The Department of Energy (DOE) has forged a compromise with the Bureau of Customs (BOC) that the tax rate to be levied on imported coal being utilized for power generation shall be computed based on "transaction value" instead of a "uniform tax rate" that is referenced on Newcastle Index of Australia or the Harga Batubara Acuan (HBA) index for high calorific value (CV) coal being shipped from Indonesia.
“Together with the BOC, they have re-assessed and they have checked the implementation of the Customs Modernization Law, so instead of having a reference value as the law says, it should be the transactional value,” Energy Undersecretary Sharon Garin said.
The energy official was referring to an agreement reached between the two agencies relative to the implementation of the recently issued Memorandum Order No. 242-2022 of the Assessment and Operations Coordinating Group (AOCG) of the Customs Bureau -- which in the view of the power generation companies (GenCos) “does not consider the different coal CVs (calorific values), nor does it consider the different indexes used to contract and price coal.”
Because of the tax policy synchronization concurred to by the DOE and BOC, Garin indicated that Filipino consumers had been spared from feared uptick in electricity rates – wherein if the earlier prescribed uniform tax rate had been imposed, such could have triggered rate hikes ranging from P0.10 to P0.30 per kilowatt hour (kWh) in the electric bills.

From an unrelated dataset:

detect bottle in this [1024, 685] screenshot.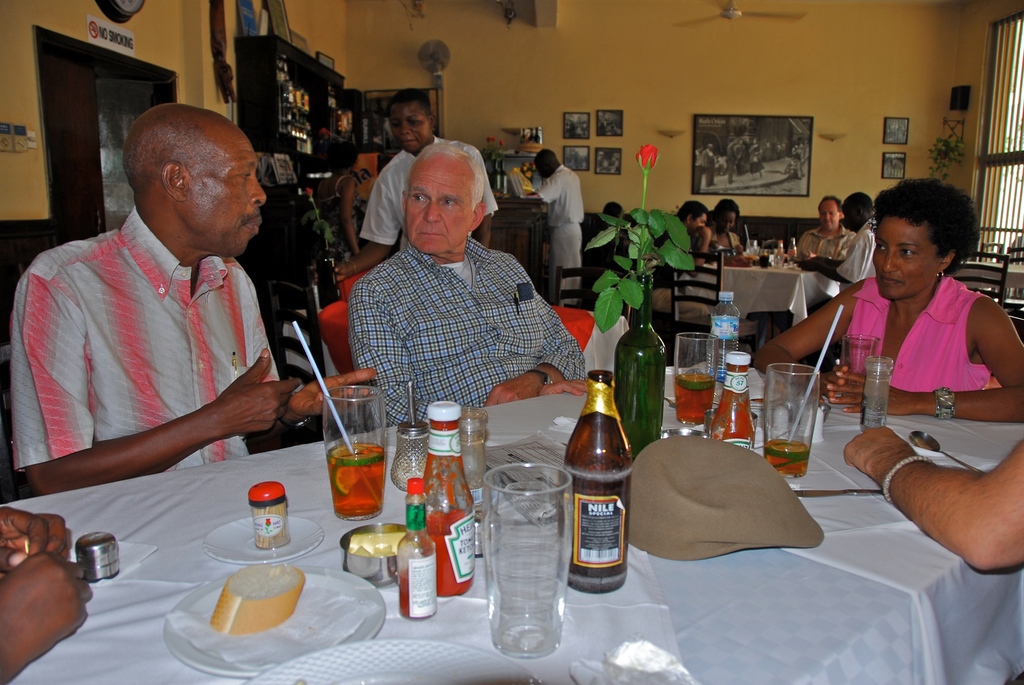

“As we speak, the collectors have been informed to use ‘transactional value’ if there’s no suspicious transactions. With this move of the BOC and the DOE, the advantage will be on the consumers – the prices won’t be affected, the price won’t increase because of wrongly implementing what is currently in the law,” the energy official stressed.
To recall, the industry-members of the Philippine Independent Power Producers Association Inc. (PIPPA) raised with the BOC that the uniform tax rate it has been enforcing on Indonesian coal imports could drive up power rates between P0.10 to P1.70 per kWh – and the higher cost adjustment could be suffered by the bigger scale coal-fired facilities that are of the 600-megawatt per generating unit configuration.
In the simulations drawn up by PIPPA, it was specifically shown that for every US$100 per metric ton (MT) increase in coal prices, this translates to an increase in generation cost of PhP1.70 per kWh, if set on a 600MW representative power plant.
Relative to the AOCG memorandum of the BOC, it was noted that the tax assessment reference being applied had been a rate of $319 per metric ton.
As PIPPA qualified, such fixed rate imposition on tax assessment does not make any distinction
between the valuation of low and high CV coal imports, therefore, even if the Philippine power plants are designed to run on lower CV coal, they are – by the AOGC edict, forced to pay higher taxes that are based on the tax assessment for higher CV coal.
Consequently then, the power producers emphasized that “the said increase in fuel cost will translate into higher generation rates for the consumers.”
To stem that predicament for the consumers, “the BOC and the DOE and the stakeholders have been vigilant on this and have been working together, I think this speaks volume because of the convergence of the different efforts of the different agencies, we were able to protect the interest of the consumers,” Garin asserted.